Let's start with the video itself.
| Rabbi Silverman, it turns out, led the Congregation Shearith Israel, which counted among its fellows both Abraham Zapruder and Jacob Rubenstein, better known as Jack Ruby. It’s a question I never asked myself – possibly because it’s difficult to see Jack Ruby going to temple – but what a striking coincidence that they both belonged to the same North Dallas congregation. |
Bush answered the letter but provided no help. In March of 1977 de Morenschildt decided to kill himself by blasting his own head off with a shotgun. With Bill O’Reilly listening, according to Bill O’Reilly. (And no one else.)
The good rabbi appears in the record: Warren Commission Exhibit # 2281, in which he advised that sometime after the evening service on 11/22/1963, Ruby “appeared to be in shock” and spoke briefly to him, although not about the assassination.
Later, after Ruby shot Lee Harvey Oswald and was arrested, Rabbi Silverman made regular visits to Ruby. Silverman continues to insist (as he does in the video) that Ruby told him there was no conspiracy.
According to Philip Shenon, in his book A Cruel and Shocking Act, Warren Commission (and later Rockefeller Commission) attorney David Belin approached Rabbi Silverman during the time that he had been making these regular visits to Ruby. Belin asked Silverman to get Ruby to agree to a polygraph.
Although I don't endorse Shenon's ultimate conclusions in his book, this is interesting.
Two questions immediately arise: (1) Why did Belin think that he could convince Silverman to convince Ruby to get the polygraph? And (2) Why did Belin want Ruby to take a polygraph?
The answer to (1) is that Belin and Silverman knew each other. They had met in the summer of 1963 on a trip to Israel, and become friendly. Belin had a level of comfort with him.
We’ll come back to (2) in a minute. First let’s look at some biographical information on Rabbi Hillel Silverman.
A BRIEF HISTORY The Silverman family emigrated from Russia in the 19th century. Hillel’s father, Rabbi Morris Silverman, became quite well known for editing the Silverman Machzor, which became the official high holiday prayer book for the United Synagogue of America and for Jewish conservatives in the United States. |
In 1950 the United States went to war with Korea and Hillel joined the Navy.
Although he remained in the Naval Reserves, in 1954 he needed a civilian job as a rabbi. At this time, something remarkable happened:
A friend and mentor from the great Warburg family of Wall Street whom he had worked for at the Jewish Theological Seminary in New York put him in touch with a Dallas lawyer for Del Charro’s Clint Murchison, who arranged an interview with Shearith Israel, a prosperous conservative congregation that wanted to build a new synagogue in the burgeoning suburbs of North Dallas. He got the job. That’s where he would find himself face-to-face with Jack Ruby.
He moved from Dallas out to Beverly Hills.
BACK TO (2)
Okay, so why would David Belin want Rabbi Silverman to convince Ruby to take the polygraph? For that, I think we need to go to the best description of this entire episode, which is in Jim DiEugenio’s Reclaiming Parkland.
DiEugenio notes that Ruby insisted on having the polygraph done to the Warren Commission, and Earl Warren still didn’t want to do it. Arlen Spector convinced Warren. The Commission then drew the polygraph operator from the FBI: one Bell Herndon. And it appears that Herndon did his utmost to get Ruby to pass his polygraph.
DiEugenio notes that the HSCA report that was done on Ruby’s polygraph is actually quite good, notable because this wasn’t always the case:
The three [HSCA] polygraph experts reviewed the surviving relevant data on the Ruby lie detector test and came up with a rather compelling analysis of Herndon’s work. Although the criticism is couched in rather mild terms, the content of the report is blistering. The analysis concludes that the Ruby test violated at least ten different rules of good polygraph practice. (244) |
The question becomes, is it possible that a fourteen-year special agent – a polygraph supervisor at the DC FBI lab – screwed up the most important lie detector test of the 20th century so badly? Or was he in fact doing his job – covering up the conspiracy?
I think part of the answer comes back to Belin. Belin always leaned on the polygraph and Rabbi Silverman’s testimony that Jack Ruby claimed no conspiracy, including in his own book, Final Disclosure. Belin also brought it up again when Oliver Stone’s film JFK released. Stone brought up (and countered) Belin’s use of Silverman’s testimony in his own response.
FINAL THOUGHTS
I draw no conclusions from this material, although I think it is interesting. In the main, researchers have generally treated Rabbi Silverman as a witness, and given him the deferential treatment reserved for the clergy and such. And perhaps that is warranted. However, there are enough nuggets of information to call that treatment into question.
He’s still alive, apparently, and still a part-time rabbi at a highly conservative synagogue. And he’s also the father of Jonathan Silverman, star of Weekend at Bernie’s and the even more immortal Weekend at Bernie’s 2. But I don’t think you should hold that against him.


WHAT YOU WILL DO: Nothing but the text of the listing, repeated exactly, belongs in the answer; leave the images out.

PROVIDED DATA:
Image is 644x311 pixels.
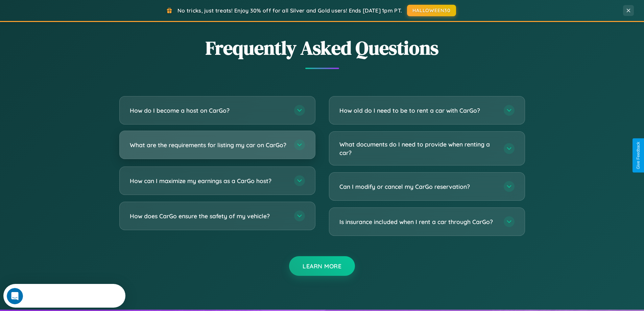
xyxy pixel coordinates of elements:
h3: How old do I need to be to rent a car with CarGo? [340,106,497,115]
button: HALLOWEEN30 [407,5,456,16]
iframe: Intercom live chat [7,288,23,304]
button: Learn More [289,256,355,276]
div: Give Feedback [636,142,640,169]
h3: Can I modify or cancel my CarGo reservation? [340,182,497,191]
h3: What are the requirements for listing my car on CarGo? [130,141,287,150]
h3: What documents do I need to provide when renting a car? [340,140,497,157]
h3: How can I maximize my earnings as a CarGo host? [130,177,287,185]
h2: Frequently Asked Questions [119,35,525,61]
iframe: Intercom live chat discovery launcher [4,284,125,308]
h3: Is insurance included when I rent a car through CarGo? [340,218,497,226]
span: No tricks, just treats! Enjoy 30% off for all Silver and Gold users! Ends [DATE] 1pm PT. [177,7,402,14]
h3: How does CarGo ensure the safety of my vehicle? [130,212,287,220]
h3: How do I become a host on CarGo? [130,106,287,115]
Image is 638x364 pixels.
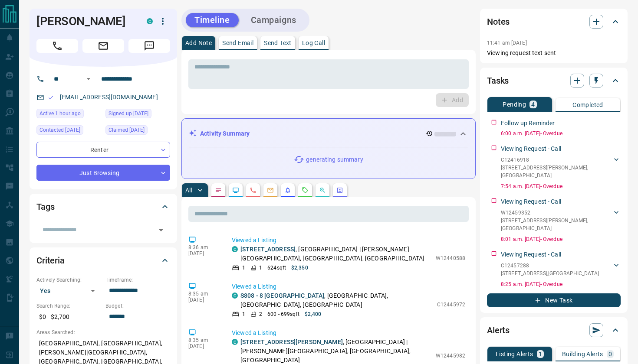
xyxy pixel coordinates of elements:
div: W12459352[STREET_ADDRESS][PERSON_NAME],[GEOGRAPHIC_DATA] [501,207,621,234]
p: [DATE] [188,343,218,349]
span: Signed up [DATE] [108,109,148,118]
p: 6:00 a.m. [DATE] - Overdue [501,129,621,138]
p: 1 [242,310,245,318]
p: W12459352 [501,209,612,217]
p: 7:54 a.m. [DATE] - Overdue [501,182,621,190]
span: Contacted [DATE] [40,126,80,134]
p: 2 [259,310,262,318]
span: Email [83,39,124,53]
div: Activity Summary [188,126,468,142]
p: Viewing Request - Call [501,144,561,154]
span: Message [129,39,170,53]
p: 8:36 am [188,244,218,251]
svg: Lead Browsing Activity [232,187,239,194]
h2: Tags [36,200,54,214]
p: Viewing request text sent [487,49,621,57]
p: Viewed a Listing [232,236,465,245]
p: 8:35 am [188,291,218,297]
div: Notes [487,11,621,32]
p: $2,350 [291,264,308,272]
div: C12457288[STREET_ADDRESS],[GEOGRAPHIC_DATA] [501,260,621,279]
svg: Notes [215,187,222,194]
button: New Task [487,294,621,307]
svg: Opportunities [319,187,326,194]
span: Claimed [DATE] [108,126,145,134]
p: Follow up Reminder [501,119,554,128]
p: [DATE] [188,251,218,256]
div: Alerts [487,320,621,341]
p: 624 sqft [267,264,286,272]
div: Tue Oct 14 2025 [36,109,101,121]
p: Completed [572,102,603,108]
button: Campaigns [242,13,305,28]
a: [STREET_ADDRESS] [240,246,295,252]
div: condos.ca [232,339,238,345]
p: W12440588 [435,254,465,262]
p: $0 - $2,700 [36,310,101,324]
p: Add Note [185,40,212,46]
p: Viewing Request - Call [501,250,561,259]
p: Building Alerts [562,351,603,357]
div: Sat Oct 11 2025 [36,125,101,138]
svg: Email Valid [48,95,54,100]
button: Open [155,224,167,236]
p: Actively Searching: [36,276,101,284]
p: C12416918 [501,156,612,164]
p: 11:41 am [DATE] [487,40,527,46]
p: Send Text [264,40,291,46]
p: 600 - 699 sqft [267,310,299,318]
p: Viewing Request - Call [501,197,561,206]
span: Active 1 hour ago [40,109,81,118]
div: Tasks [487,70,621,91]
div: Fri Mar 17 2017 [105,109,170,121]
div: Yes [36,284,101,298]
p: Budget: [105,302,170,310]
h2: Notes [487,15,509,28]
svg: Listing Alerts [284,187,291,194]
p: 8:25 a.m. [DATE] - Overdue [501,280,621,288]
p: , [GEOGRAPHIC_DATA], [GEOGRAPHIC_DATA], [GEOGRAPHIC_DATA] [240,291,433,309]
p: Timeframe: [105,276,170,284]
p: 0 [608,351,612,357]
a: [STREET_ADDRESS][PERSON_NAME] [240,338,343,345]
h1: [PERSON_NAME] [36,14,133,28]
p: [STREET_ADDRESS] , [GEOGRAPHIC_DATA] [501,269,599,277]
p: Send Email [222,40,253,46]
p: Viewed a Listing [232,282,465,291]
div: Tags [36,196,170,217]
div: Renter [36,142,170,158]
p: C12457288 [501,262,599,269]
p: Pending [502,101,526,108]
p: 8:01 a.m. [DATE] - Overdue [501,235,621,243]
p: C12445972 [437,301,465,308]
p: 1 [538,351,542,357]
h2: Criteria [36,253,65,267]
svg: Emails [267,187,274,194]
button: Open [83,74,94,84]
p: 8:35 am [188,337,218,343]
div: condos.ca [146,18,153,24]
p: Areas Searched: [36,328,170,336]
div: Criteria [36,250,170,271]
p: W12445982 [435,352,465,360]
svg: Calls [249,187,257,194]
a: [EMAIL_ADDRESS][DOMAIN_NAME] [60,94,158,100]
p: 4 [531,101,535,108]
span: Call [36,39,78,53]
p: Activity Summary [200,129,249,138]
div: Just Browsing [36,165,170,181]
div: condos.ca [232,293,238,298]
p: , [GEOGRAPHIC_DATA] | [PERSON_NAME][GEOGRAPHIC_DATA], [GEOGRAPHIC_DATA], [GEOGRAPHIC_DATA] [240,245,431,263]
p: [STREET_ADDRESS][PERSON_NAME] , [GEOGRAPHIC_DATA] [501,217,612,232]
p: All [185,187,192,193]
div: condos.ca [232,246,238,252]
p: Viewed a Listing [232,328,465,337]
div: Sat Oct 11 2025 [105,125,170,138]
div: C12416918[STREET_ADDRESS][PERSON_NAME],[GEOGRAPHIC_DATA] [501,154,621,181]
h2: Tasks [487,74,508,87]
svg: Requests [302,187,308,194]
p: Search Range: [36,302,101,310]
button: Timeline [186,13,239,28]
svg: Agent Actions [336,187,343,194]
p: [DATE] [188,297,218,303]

ANSWER FOR THE TASK:
Image is 644x311 pixels.
xyxy pixel coordinates of elements:
h3: How old do I need to be to rent a car with CarGo? [340,106,497,115]
button: HALLOWEEN30 [407,5,456,16]
iframe: Intercom live chat [7,288,23,304]
button: Learn More [289,256,355,276]
div: Give Feedback [636,142,640,169]
h3: Can I modify or cancel my CarGo reservation? [340,182,497,191]
h3: What are the requirements for listing my car on CarGo? [130,141,287,150]
h3: What documents do I need to provide when renting a car? [340,140,497,157]
h3: How can I maximize my earnings as a CarGo host? [130,177,287,185]
h2: Frequently Asked Questions [119,35,525,61]
iframe: Intercom live chat discovery launcher [4,284,125,308]
h3: Is insurance included when I rent a car through CarGo? [340,218,497,226]
span: No tricks, just treats! Enjoy 30% off for all Silver and Gold users! Ends [DATE] 1pm PT. [177,7,402,14]
h3: How does CarGo ensure the safety of my vehicle? [130,212,287,220]
h3: How do I become a host on CarGo? [130,106,287,115]
Image is 638x364 pixels.
xyxy pixel coordinates of elements:
div: W12459352[STREET_ADDRESS][PERSON_NAME],[GEOGRAPHIC_DATA] [501,207,621,234]
p: [DATE] [188,343,218,349]
span: Signed up [DATE] [108,109,148,118]
p: 6:00 a.m. [DATE] - Overdue [501,129,621,138]
p: 1 [242,310,245,318]
p: W12459352 [501,209,612,217]
p: 7:54 a.m. [DATE] - Overdue [501,182,621,190]
span: Contacted [DATE] [40,126,80,134]
p: 2 [259,310,262,318]
span: Email [83,39,124,53]
div: Activity Summary [188,126,468,142]
p: Viewing Request - Call [501,144,561,154]
span: Message [129,39,170,53]
p: 8:36 am [188,244,218,251]
svg: Lead Browsing Activity [232,187,239,194]
h2: Tags [36,200,54,214]
p: Viewing request text sent [487,49,621,57]
p: Viewed a Listing [232,236,465,245]
p: 8:35 am [188,291,218,297]
div: Notes [487,11,621,32]
p: $2,350 [291,264,308,272]
div: C12457288[STREET_ADDRESS],[GEOGRAPHIC_DATA] [501,260,621,279]
svg: Notes [215,187,222,194]
button: New Task [487,294,621,307]
svg: Opportunities [319,187,326,194]
span: Claimed [DATE] [108,126,145,134]
p: Follow up Reminder [501,119,554,128]
p: [DATE] [188,251,218,256]
div: Alerts [487,320,621,341]
p: 624 sqft [267,264,286,272]
div: Tue Oct 14 2025 [36,109,101,121]
p: Completed [572,102,603,108]
button: Campaigns [242,13,305,28]
a: [STREET_ADDRESS] [240,246,295,252]
div: condos.ca [232,339,238,345]
p: W12440588 [435,254,465,262]
p: $0 - $2,700 [36,310,101,324]
p: Add Note [185,40,212,46]
p: Viewing Request - Call [501,250,561,259]
p: Building Alerts [562,351,603,357]
div: Sat Oct 11 2025 [36,125,101,138]
svg: Email Valid [48,95,54,100]
button: Open [155,224,167,236]
p: Actively Searching: [36,276,101,284]
p: C12416918 [501,156,612,164]
p: 11:41 am [DATE] [487,40,527,46]
p: Send Text [264,40,291,46]
p: 600 - 699 sqft [267,310,299,318]
p: Viewing Request - Call [501,197,561,206]
span: Active 1 hour ago [40,109,81,118]
div: Tasks [487,70,621,91]
div: Fri Mar 17 2017 [105,109,170,121]
div: Yes [36,284,101,298]
p: Budget: [105,302,170,310]
h2: Notes [487,15,509,28]
svg: Listing Alerts [284,187,291,194]
p: 8:25 a.m. [DATE] - Overdue [501,280,621,288]
p: , [GEOGRAPHIC_DATA], [GEOGRAPHIC_DATA], [GEOGRAPHIC_DATA] [240,291,433,309]
p: Timeframe: [105,276,170,284]
p: 0 [608,351,612,357]
a: [STREET_ADDRESS][PERSON_NAME] [240,338,343,345]
h1: [PERSON_NAME] [36,14,133,28]
p: [STREET_ADDRESS] , [GEOGRAPHIC_DATA] [501,269,599,277]
p: Send Email [222,40,253,46]
p: Viewed a Listing [232,282,465,291]
div: Tags [36,196,170,217]
div: Renter [36,142,170,158]
p: C12457288 [501,262,599,269]
p: Pending [502,101,526,108]
p: 8:01 a.m. [DATE] - Overdue [501,235,621,243]
p: C12445972 [437,301,465,308]
p: 1 [538,351,542,357]
h2: Criteria [36,253,65,267]
svg: Emails [267,187,274,194]
button: Open [83,74,94,84]
p: 8:35 am [188,337,218,343]
div: condos.ca [146,18,153,24]
p: Areas Searched: [36,328,170,336]
div: Criteria [36,250,170,271]
p: W12445982 [435,352,465,360]
svg: Calls [249,187,257,194]
a: [EMAIL_ADDRESS][DOMAIN_NAME] [60,94,158,100]
p: 4 [531,101,535,108]
span: Call [36,39,78,53]
p: Activity Summary [200,129,249,138]
div: Just Browsing [36,165,170,181]
div: condos.ca [232,293,238,298]
p: , [GEOGRAPHIC_DATA] | [PERSON_NAME][GEOGRAPHIC_DATA], [GEOGRAPHIC_DATA], [GEOGRAPHIC_DATA] [240,245,431,263]
p: [STREET_ADDRESS][PERSON_NAME] , [GEOGRAPHIC_DATA] [501,217,612,232]
p: All [185,187,192,193]
div: condos.ca [232,246,238,252]
p: Viewed a Listing [232,328,465,337]
div: Sat Oct 11 2025 [105,125,170,138]
div: C12416918[STREET_ADDRESS][PERSON_NAME],[GEOGRAPHIC_DATA] [501,154,621,181]
h2: Tasks [487,74,508,87]
svg: Requests [302,187,308,194]
p: Search Range: [36,302,101,310]
button: Timeline [186,13,239,28]
svg: Agent Actions [336,187,343,194]
p: [DATE] [188,297,218,303]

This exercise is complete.